March 20, 2015

28 - Of Horses, Bison, and Albino Alligators



At first, Werner Herzog's 2010 film on the Chauvet Cave, "Cave of Forgotten Dreams," looks like a typical documentary. The cave, discovered in France in1994, is not open to the public – the carbon dioxide from the breath of millions of visitors would destroy it. So Herzog was allowed to film the cave's Paleolithic drawings to show them to the public worldwide. 
 
The cave contains the oldest drawings known to date. They are 32,000 years old, and prove that humans were already capable of producing very sophisticated art. So, we as a species weren't brutes who suddenly started a civilization 3,000 years ago.

Also, according to the French team, the main painter was a distinct individual, who put his/her hand-print next to the work as a kind of signature. They painted horses, bison, mammoth, showing the sheer joy of observing animals. There are no hunting scenes. 
 
The curator of the cave, Jean-Michel Geneste, makes the point that the act of painting can communicate across cultures even more than writing does; also, that film has the same function now that the cave's paintings, which seemed to imitate motion, had then.
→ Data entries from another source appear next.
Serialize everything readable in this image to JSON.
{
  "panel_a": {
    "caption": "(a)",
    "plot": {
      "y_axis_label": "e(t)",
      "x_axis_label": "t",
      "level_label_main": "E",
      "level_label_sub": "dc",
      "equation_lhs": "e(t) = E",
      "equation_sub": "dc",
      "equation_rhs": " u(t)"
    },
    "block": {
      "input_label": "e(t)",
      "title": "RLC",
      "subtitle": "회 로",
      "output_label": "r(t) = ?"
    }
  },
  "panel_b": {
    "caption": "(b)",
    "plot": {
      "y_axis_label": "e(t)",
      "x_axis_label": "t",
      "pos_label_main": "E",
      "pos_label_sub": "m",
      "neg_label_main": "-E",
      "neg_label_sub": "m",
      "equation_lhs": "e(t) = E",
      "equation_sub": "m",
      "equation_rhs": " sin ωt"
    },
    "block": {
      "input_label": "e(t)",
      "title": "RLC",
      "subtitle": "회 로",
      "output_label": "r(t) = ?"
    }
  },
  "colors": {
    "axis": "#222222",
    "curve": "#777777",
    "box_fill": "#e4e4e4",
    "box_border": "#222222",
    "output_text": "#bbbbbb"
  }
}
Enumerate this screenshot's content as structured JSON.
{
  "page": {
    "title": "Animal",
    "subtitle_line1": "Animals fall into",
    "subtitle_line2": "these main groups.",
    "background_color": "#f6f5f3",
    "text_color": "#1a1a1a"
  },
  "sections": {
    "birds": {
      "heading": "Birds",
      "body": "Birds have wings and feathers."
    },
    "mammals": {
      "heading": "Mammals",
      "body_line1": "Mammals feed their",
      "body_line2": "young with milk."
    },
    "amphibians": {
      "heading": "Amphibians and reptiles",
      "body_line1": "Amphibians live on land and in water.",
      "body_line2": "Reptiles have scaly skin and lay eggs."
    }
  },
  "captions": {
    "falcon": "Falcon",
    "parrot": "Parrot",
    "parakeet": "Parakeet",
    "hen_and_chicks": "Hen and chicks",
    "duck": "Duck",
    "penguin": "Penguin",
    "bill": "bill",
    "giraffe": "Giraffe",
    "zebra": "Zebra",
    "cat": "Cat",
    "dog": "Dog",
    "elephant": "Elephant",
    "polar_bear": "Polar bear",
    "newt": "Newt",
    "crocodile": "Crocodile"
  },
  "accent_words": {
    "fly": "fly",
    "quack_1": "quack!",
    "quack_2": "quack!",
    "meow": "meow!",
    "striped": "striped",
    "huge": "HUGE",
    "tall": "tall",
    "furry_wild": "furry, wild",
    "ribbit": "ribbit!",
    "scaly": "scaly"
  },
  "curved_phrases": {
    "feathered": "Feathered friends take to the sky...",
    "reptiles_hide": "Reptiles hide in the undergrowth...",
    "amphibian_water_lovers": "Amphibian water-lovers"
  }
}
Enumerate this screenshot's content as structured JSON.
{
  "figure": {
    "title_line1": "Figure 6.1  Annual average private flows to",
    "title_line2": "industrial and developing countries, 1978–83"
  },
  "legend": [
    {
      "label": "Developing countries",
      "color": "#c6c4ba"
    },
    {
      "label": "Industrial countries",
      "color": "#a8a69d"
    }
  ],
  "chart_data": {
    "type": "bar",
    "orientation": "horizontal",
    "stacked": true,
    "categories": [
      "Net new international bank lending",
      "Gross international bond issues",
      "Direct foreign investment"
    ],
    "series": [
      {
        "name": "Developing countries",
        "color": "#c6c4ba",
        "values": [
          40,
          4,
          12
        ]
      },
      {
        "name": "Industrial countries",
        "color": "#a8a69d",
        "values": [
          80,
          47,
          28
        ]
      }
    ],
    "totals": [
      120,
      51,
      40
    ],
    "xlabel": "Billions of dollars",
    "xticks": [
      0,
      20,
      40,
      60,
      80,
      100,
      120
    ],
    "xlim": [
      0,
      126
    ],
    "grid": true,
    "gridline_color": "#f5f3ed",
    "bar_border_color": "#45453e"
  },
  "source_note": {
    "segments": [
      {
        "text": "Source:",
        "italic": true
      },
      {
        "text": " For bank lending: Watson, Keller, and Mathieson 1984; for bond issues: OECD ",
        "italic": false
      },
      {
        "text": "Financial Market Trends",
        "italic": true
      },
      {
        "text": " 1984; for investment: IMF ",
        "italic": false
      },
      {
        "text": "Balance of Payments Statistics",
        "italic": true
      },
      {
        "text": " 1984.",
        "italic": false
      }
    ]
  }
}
So, what message is Herzog giving us, besides showing us nicely drawn art from Paleolithic people? Well, the film ends with a bizarre scene: only twenty miles from the paintings' site there is a nuclear power plant, and the hot water from its cooling system is used to create a tropical habitat, where tourists can see albino alligators.

 Since the German filmmaker is famous for his quasi-surrealistic work, I thought he was making it up. He wasn't, except for one fact: the albinos were not a mutation caused by radiation in France as he claimed; they were imported from the U.S. where the alligators had been thriving...in the waters used to cool Florida's nuclear plant. 
 
So, the supposedly environmentally conscious French are attracting tourists next to their nuclear plant, to see animals that have nothing to do with France. Let's hope there isn't another Chernobyl...or is that a tourist attraction too?

None of the movie reviewers could explain why Herzog put this scene in the film, nor his musings on what a mutant alligator would think of the cave art. I have a theory. The filmmaker is telling us that we still have part of our brain in common with reptiles. We are not completely evolved. That kind of brain is incapable of understanding that we can cause our own destruction.